The Fruits of Civilization (26-5) Network Effects

Network Effects

Network-based propagation is larger than the direct effects of shocks, sometimes by severalfold. ~ Turkish-born American economist Daron Acemoğlu

The political economy of trade is treacherous. Its benefits are diffuse, but its costs are often concentrated.

Inequality is exacerbated by free trade. While multinational rent-seeking companies prosper, severe unemployment can strike distant regions or labor markets that fail to successfully compete.

Thanks to globalization, modern economies are a web of interrelated activities, both through the supply-to-demand chain and between production/consumption and finance. Economic entanglement has been repeatedly demonstrated, most emphatically by shocks in one sector that ripple into others.

A shift or shock may occur on the demand side or on the supply side. The propagating effects of each differ in vector.

Supply-side shocks propagate downstream toward consumers much more strongly than upstream to producers, as the prices that customers must pay for products from affected firms and industries ratchet upward. Oil supply shocks are exemplary, as are financial crises: when the cost of borrowing jumps or funds are simply unavailable to finance operations.

In contrast, demand-side shocks, such as from imports or government spending, more powerfully propagate upstream, toward suppliers and manufacturers. Demand shocks have little or no effect on prices. Instead, the effects ripple upstream: affected firms or industries adjust their production levels, and their demand of material and labor inputs.

Toward the end of the 20th century, low-cost imports began to flood into the United States from China, owing to that country’s relatively cheap labor and lack of environmental protection. American manufacturers were distressed by this foreign competition, as were workers in affected industries. But that was just the beginning of the network effects. The overall economic impact of China’s burgeoning exports to the US was ~6 times greater than it was to manufacturing alone.

Relatively small shocks can become magnified. ~ Daron Acemoğlu

Network effects are not just felt in economic shocks. They can also be the basis for growth, at least until the inevitable shock occurs.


Leave out all pictures. Extract exactly the lines from the one containing "Find the location" through the end of the data.

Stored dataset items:
◇ ◇ ◇
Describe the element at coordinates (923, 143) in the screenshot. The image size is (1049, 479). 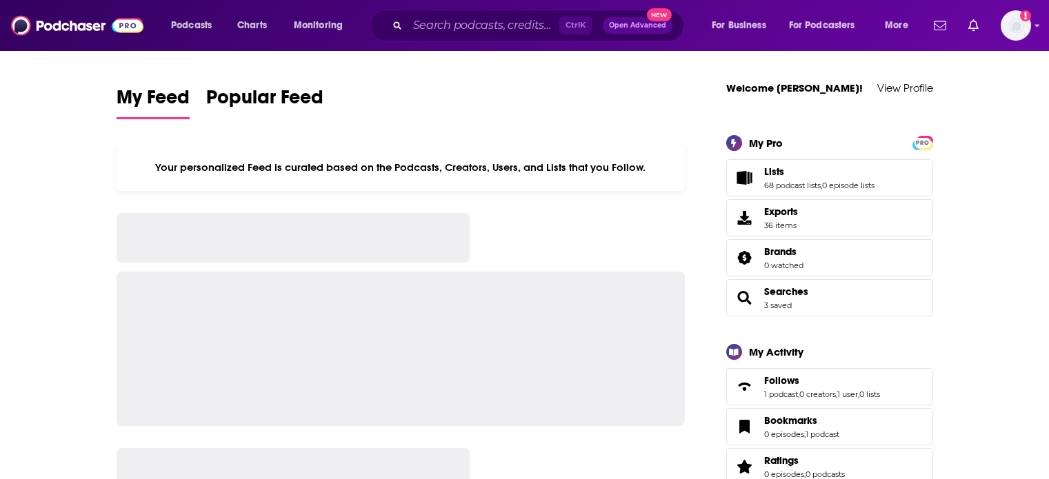
I see `span: PRO` at that location.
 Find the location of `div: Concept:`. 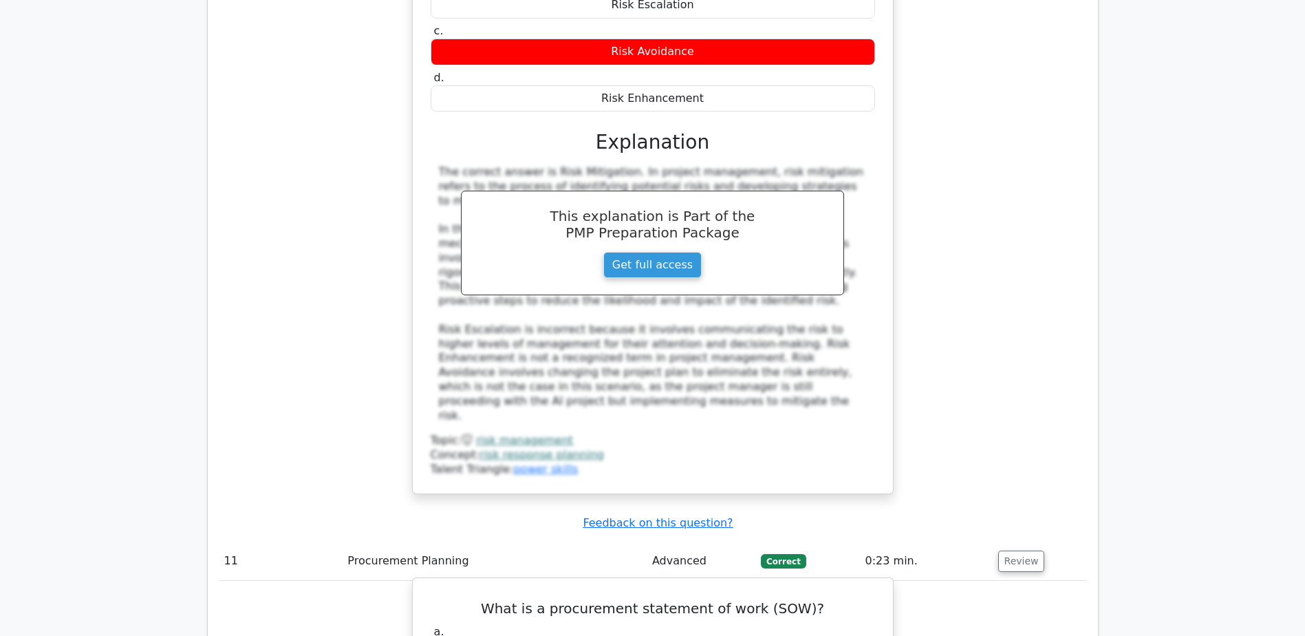

div: Concept: is located at coordinates (653, 455).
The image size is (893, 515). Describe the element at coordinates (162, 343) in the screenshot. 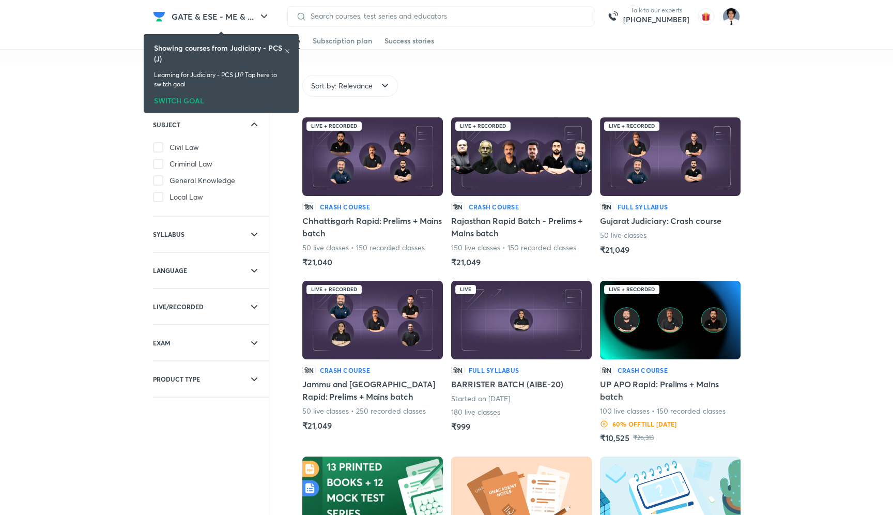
◇ ◇ ◇
### Problem solution
 Find the location of `div: Concept:`. 

div: Concept: is located at coordinates (653, 455).
The image size is (893, 515). Describe the element at coordinates (162, 343) in the screenshot. 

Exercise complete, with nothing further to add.